Surging feedstock costs have pushed North American prices for polyethylene up since April 1 and have done the same for regional polypropylene prices since March 1.
Average per-pound selling prices for high, low and linear low density PE are up 3 cents per pound since April 1. Producers had been seeking 6 cents, but split the move into 3 cents for April 1 and 3 cents for May 1, market sources said.
Prices for ethylene feedstock have been influenced by crude oil futures prices, which have blown through historic barriers and have flirted with the $120 per-barrel mark. Those prices had been less than $85 in late January. Natural gas, used to make a majority of North American PE, also is experiencing an unseasonal run-up, climbing from $8 per million British thermal units in early February to more than $10 per Btu in the last week.
The PE hike comes even as North American processors are buying flat or less than they were a year ago. One California-based PE buyer said his firm is buying 5 percent less PE than it was at the same point in 2007.
``We're trying to fight [price increases], but the [PE] producers have done what they can to control supply,'' the buyer said. A recent 75-day outage at a Dow Chemical Co. plant in western Canada also limited supply, although the plant now is back in production, sources said.
``There's not a huge amount of buying or restocking right now,'' said Mike Burns, a PE market analyst with Resin Technology Inc. in Fort Worth, Texas. ``People mostly are buying as needed.''
Supplies of HDPE also are said to be tight because of strong export conditions.
According to a market source, exports are up 20 percent so far in 2008, after surging 40 percent in all of 2007. The interest comes from growing foreign markets and is partly a result of the weak U.S. dollar.
Outside Canada and Mexico, China was the top destination for U.S.-made HDPE in 2007, accounting for more than 7 percent of total HDPE trade. HDPE exports from the U.S. and Canada totaled more than 3 billion pounds in 2007, representing almost 17 percent of the region's total output.
PE results were off the charts for Nova Chemicals Corp. in the first quarter of 2008.
The Pittsburgh-based firm set a quarterly record with sales of 916 million pounds of PE - a jump of 14 percent from the first quarter of 2007. The company's pretax profit also doubled in the same comparison, going from $22 million to $44 million.
Nova's ``Alberta Advantage'' - the cost benefit it receives by sourcing natural gas from western Canada instead of the U.S. Gulf Coast - reached 21 cents per pound during the quarter.
In PP, prices climbed an average of 2 cents per pound in March and another 4 cents in April, according to several sources. Soaring costs of propylene monomer were cited as reasons, as high gasoline demand and prices pushed monomer into that market rather than into resin production.
Buyers also reported a slow sales market for PP, after domestic sales were up only 2 percent in 2007, according to the American Chemistry Council in Arlington, Va. As with HDPE, robust exports lifted the market to an overall U.S./Canadian PP growth rate of 5.2 percent. Outside of Canada and Mexico, China again was the top destination for U.S. PP in 2007, accounting for about 11 percent of the total.
Domestically, the leading PP growth market for 2007 was injection molded consumer products. Sales into that segment were up about 11 percent to just over 2.7 billion pounds.
PP makers now are seeking increases of 5 cents per pound set to take effect May 1.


Report, as a bare number, how many lines in the data contain "triangle".

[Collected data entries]

···

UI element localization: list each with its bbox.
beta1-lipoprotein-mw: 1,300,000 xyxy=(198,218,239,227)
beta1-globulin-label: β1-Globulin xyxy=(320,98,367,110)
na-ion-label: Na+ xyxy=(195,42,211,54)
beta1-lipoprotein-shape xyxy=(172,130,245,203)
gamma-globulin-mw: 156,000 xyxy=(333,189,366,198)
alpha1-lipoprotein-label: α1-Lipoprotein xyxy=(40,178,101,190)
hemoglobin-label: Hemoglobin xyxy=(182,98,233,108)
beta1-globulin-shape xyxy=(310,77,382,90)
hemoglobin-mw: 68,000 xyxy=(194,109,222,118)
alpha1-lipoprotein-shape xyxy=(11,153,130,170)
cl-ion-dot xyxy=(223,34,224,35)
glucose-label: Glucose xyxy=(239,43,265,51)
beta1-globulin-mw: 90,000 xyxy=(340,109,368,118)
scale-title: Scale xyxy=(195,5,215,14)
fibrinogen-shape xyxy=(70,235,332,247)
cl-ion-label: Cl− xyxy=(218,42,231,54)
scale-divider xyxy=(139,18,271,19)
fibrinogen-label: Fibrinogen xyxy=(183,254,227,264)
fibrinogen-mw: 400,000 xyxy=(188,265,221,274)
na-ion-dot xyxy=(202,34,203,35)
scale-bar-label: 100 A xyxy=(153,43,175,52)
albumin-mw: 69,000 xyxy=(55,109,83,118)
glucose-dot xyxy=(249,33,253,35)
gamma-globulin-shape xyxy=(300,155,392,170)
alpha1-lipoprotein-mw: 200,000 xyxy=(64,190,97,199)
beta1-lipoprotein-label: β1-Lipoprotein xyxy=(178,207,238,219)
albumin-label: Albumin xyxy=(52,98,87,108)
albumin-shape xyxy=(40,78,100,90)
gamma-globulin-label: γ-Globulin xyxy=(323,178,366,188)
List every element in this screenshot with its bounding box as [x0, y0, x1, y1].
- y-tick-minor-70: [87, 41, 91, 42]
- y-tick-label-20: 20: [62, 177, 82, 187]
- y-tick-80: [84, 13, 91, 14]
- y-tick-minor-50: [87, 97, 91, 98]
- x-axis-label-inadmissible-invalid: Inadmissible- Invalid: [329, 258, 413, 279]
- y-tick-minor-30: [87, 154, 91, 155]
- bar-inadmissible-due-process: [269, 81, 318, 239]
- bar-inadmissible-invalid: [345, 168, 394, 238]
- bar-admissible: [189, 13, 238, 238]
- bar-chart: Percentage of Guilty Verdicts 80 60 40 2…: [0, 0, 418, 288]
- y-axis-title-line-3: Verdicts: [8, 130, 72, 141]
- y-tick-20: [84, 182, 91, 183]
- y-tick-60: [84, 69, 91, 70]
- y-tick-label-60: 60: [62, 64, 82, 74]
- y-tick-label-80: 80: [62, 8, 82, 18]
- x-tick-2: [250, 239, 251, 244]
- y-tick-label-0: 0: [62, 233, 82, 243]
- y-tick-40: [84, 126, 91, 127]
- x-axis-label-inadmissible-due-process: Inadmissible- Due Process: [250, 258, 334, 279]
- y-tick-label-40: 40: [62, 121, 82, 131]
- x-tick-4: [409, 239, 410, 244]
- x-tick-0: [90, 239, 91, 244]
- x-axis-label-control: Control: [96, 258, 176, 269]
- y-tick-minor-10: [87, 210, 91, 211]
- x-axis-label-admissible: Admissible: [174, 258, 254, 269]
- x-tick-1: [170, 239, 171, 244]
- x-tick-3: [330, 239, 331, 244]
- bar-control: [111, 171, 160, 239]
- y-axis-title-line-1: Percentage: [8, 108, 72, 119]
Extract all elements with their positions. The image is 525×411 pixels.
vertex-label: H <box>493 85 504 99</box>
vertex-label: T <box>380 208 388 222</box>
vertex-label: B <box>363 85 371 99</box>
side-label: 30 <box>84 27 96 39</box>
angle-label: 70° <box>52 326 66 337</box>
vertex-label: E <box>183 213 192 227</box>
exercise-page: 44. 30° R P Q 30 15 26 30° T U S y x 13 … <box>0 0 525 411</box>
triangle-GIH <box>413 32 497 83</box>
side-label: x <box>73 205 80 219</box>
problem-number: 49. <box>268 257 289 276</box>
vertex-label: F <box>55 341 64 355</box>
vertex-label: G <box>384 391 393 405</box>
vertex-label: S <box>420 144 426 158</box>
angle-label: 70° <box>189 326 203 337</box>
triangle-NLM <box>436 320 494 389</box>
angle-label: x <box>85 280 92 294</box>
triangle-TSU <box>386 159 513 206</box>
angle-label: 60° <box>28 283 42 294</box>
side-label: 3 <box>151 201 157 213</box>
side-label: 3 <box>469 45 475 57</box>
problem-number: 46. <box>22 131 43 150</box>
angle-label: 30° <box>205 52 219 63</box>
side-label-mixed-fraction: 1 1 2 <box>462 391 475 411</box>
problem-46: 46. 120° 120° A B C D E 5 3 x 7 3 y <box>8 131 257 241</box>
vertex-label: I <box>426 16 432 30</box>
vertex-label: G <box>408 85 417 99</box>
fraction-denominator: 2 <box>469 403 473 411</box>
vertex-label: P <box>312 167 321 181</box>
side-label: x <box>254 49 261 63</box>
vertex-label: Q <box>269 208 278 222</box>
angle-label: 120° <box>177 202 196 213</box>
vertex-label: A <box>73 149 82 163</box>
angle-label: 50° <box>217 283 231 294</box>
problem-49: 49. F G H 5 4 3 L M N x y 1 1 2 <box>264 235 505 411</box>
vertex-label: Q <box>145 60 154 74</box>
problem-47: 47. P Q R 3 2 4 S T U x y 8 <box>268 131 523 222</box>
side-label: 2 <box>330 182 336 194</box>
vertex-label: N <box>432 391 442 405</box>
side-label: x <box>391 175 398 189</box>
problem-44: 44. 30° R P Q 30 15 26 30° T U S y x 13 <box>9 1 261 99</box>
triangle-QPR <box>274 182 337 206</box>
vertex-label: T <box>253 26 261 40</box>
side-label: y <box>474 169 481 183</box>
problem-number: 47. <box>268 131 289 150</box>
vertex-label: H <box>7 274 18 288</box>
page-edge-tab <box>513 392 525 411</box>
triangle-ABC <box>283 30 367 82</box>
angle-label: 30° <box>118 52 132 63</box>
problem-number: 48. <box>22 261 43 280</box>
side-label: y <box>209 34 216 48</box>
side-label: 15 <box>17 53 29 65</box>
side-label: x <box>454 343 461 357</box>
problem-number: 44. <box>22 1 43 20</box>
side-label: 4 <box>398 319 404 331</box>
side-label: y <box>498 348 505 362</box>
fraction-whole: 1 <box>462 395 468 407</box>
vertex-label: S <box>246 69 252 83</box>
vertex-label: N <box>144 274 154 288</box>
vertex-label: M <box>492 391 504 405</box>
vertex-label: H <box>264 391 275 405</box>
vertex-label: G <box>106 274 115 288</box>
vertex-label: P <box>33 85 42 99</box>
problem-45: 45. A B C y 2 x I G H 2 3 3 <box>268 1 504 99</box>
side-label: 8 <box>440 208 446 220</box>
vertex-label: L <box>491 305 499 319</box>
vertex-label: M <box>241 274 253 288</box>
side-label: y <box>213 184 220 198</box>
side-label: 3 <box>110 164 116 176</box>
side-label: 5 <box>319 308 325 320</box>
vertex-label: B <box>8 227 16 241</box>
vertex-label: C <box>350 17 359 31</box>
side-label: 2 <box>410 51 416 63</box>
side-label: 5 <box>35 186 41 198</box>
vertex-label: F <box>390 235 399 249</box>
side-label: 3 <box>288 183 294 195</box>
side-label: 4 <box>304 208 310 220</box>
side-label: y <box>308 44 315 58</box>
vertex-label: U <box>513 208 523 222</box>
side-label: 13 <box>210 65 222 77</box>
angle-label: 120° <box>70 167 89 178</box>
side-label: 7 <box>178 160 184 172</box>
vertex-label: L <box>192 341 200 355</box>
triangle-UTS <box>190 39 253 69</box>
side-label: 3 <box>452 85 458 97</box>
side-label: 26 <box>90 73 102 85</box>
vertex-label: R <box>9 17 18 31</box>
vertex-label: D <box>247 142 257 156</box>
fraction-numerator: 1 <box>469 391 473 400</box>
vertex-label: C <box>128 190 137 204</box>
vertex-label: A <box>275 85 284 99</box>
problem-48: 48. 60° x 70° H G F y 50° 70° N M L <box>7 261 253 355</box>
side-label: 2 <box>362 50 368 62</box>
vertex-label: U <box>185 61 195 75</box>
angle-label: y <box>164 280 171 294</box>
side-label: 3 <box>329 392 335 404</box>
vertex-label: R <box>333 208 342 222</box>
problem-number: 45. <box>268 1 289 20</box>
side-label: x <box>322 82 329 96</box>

···

**YOUR SOLUTION**
6